Keats, orphaned and saddled with an unsympathetic trustee for the funds left from his parents' livery stable, wants an education, wants to write&emdash;but how, and about what? His first mature poem speaks of “realms of gold” in ways that bespeak both his poverty and his rich imagination. But there seems to be no way for him to travel further.
MARCH 18
One Solution: Escape&emdash;”Ode to a Nightingale”
In a few months in 1819, Keats, having completed a course of training at Guy's Hospital to be an apothecary, wrote a large number of astonishing poems, each evidencing remarkable growth in technique and thought. In the second of the “great Odes,” Keats explores desires to escape from the gray world of materiality, mortality, and thought.
MARCH 25
Another Solution: Art&emdash; “Ode on a Grecian Urn”

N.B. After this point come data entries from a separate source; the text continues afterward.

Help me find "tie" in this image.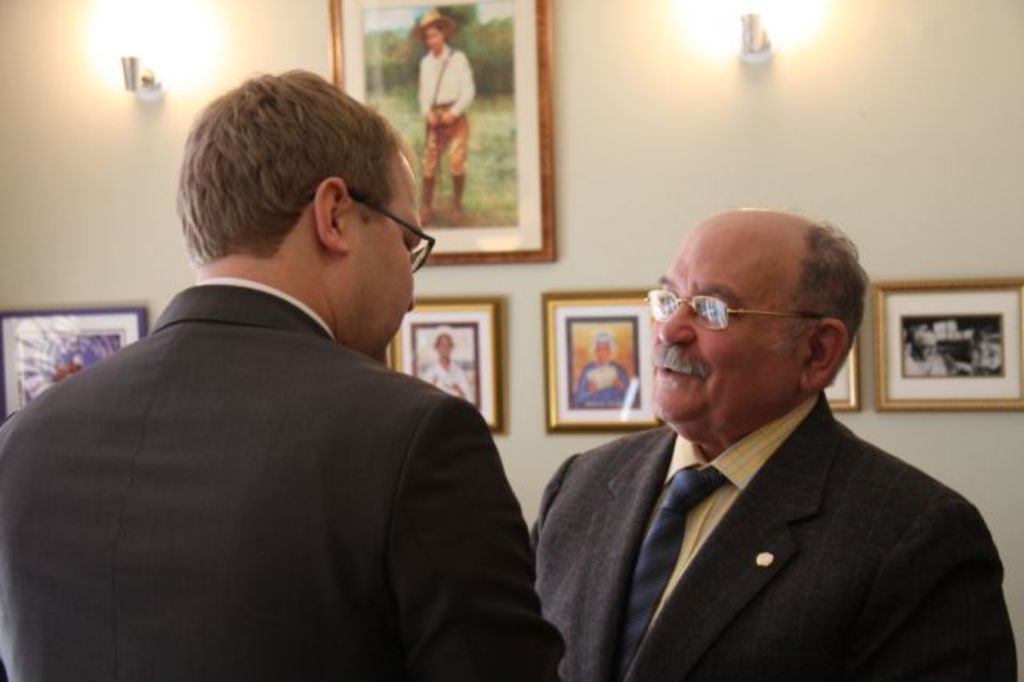
Found it: region(608, 466, 730, 677).
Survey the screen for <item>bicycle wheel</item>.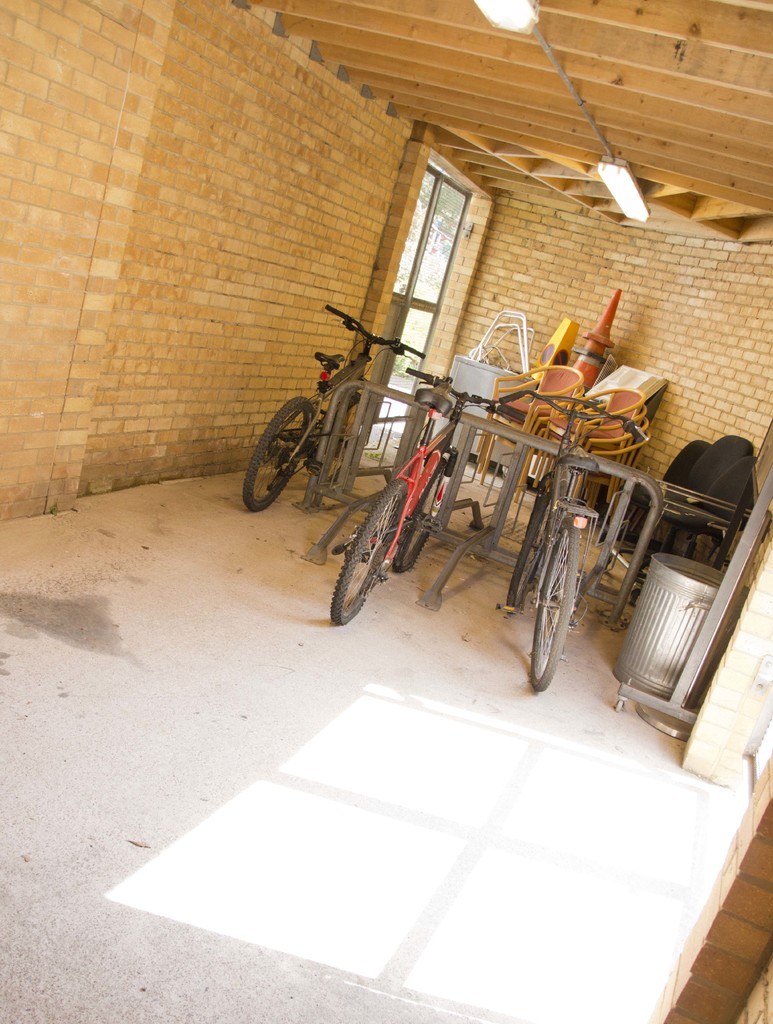
Survey found: <box>245,400,313,514</box>.
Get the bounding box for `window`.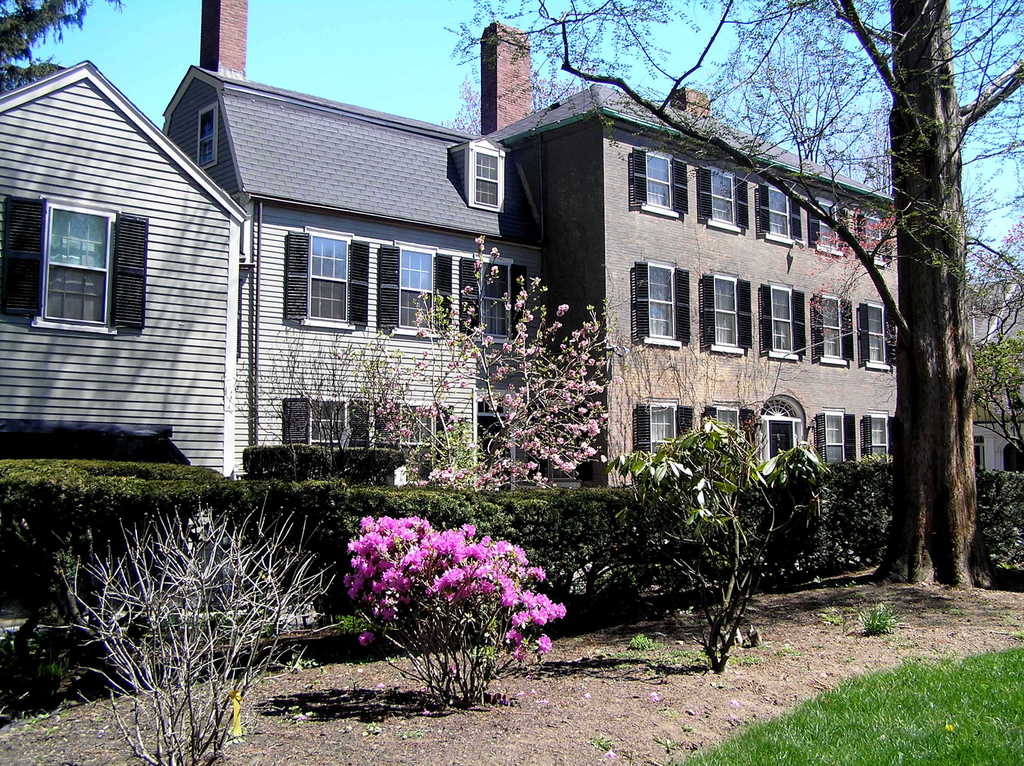
pyautogui.locateOnScreen(396, 251, 435, 345).
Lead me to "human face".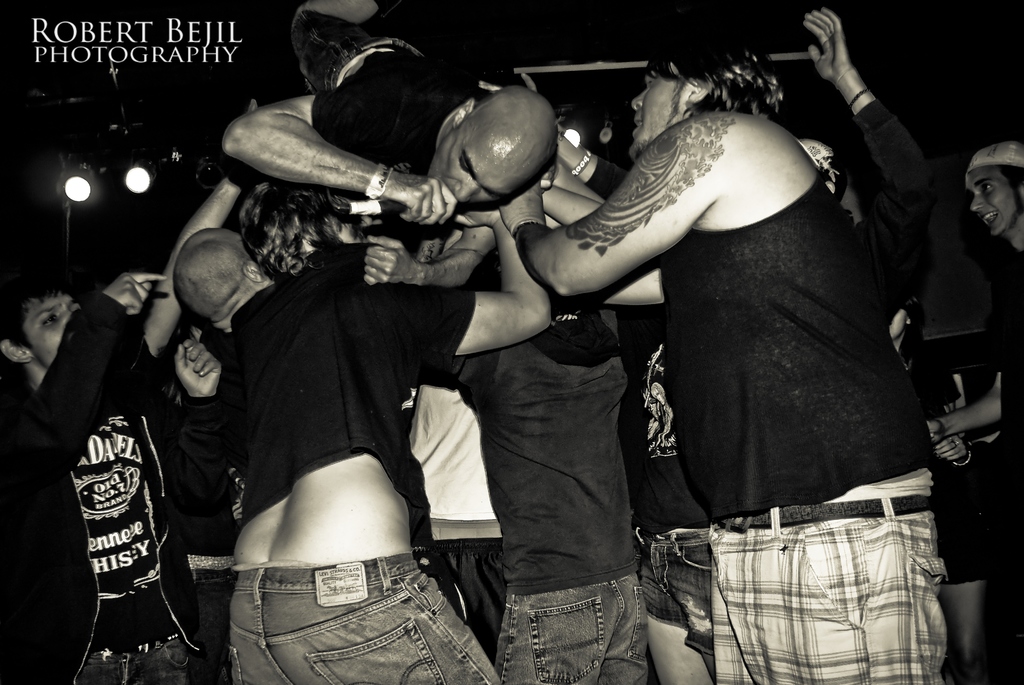
Lead to box(630, 65, 690, 161).
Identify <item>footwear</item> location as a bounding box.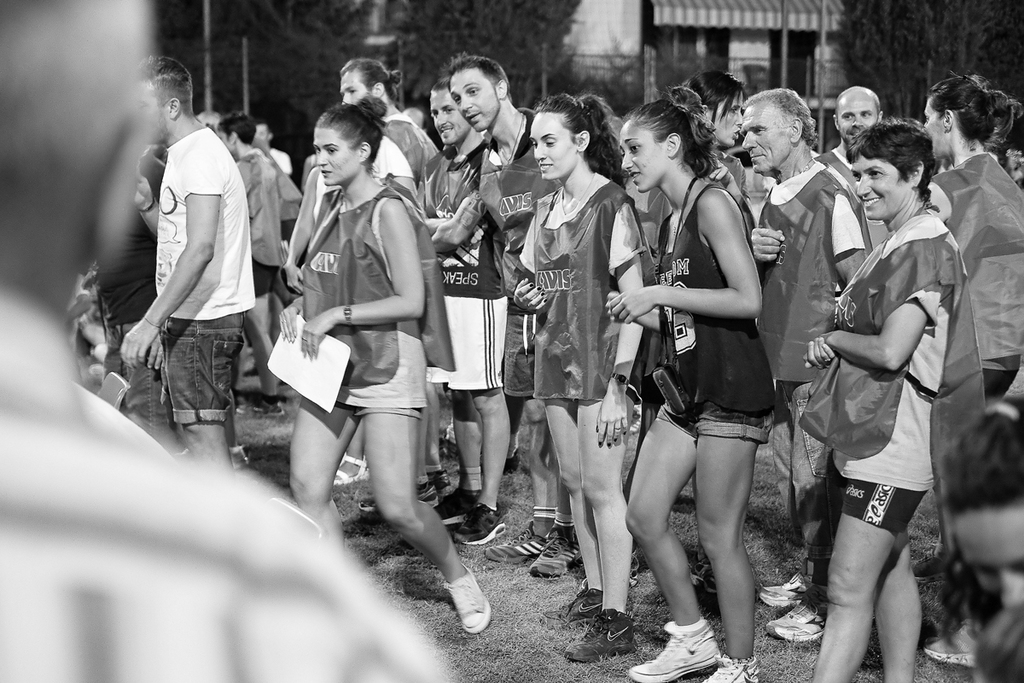
<bbox>358, 481, 438, 517</bbox>.
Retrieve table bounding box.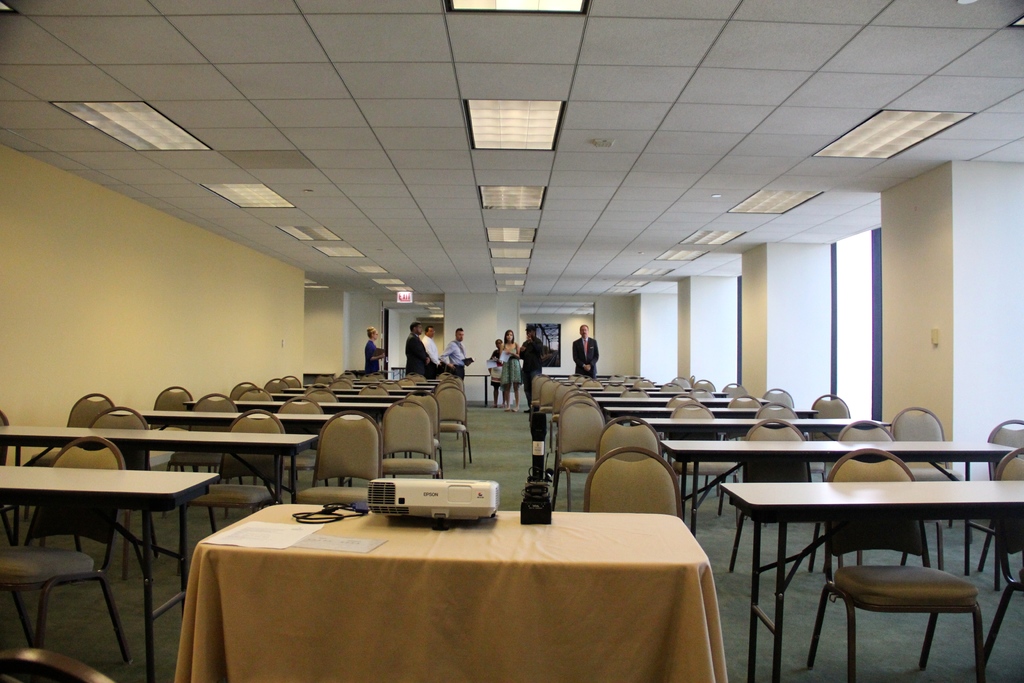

If the material world, history, nature, and imagination provide no ways of escaping from the world of sensations and sorrow, might not art, transcending human time, provide an answer?
APRIL 1
A Resolution: Acceptance&emdash; “To Autumn”
By the fall of 1819 Keats had nursed his brother through terminal tuberculosis, fallen in love with Fanny Brawne, and begun to suspect that his own health was fatally damaged. If there was to be no escape, what might remain for the poet and the person?
Robert L. Patten is Lynette S. Autrey Professor of English at Rice University and managing editor of Studies in English Literature. His two-volume study, George Cruikshank's Life, Times, and Art (1992 and 1996),was selected by the Guardian as the best biography of the decade.
A paperback text of Keats's poems and letters will be available at the Brazos Bookstore. Participants are encouraged to read the poems cited above and some of Keats's from the same text.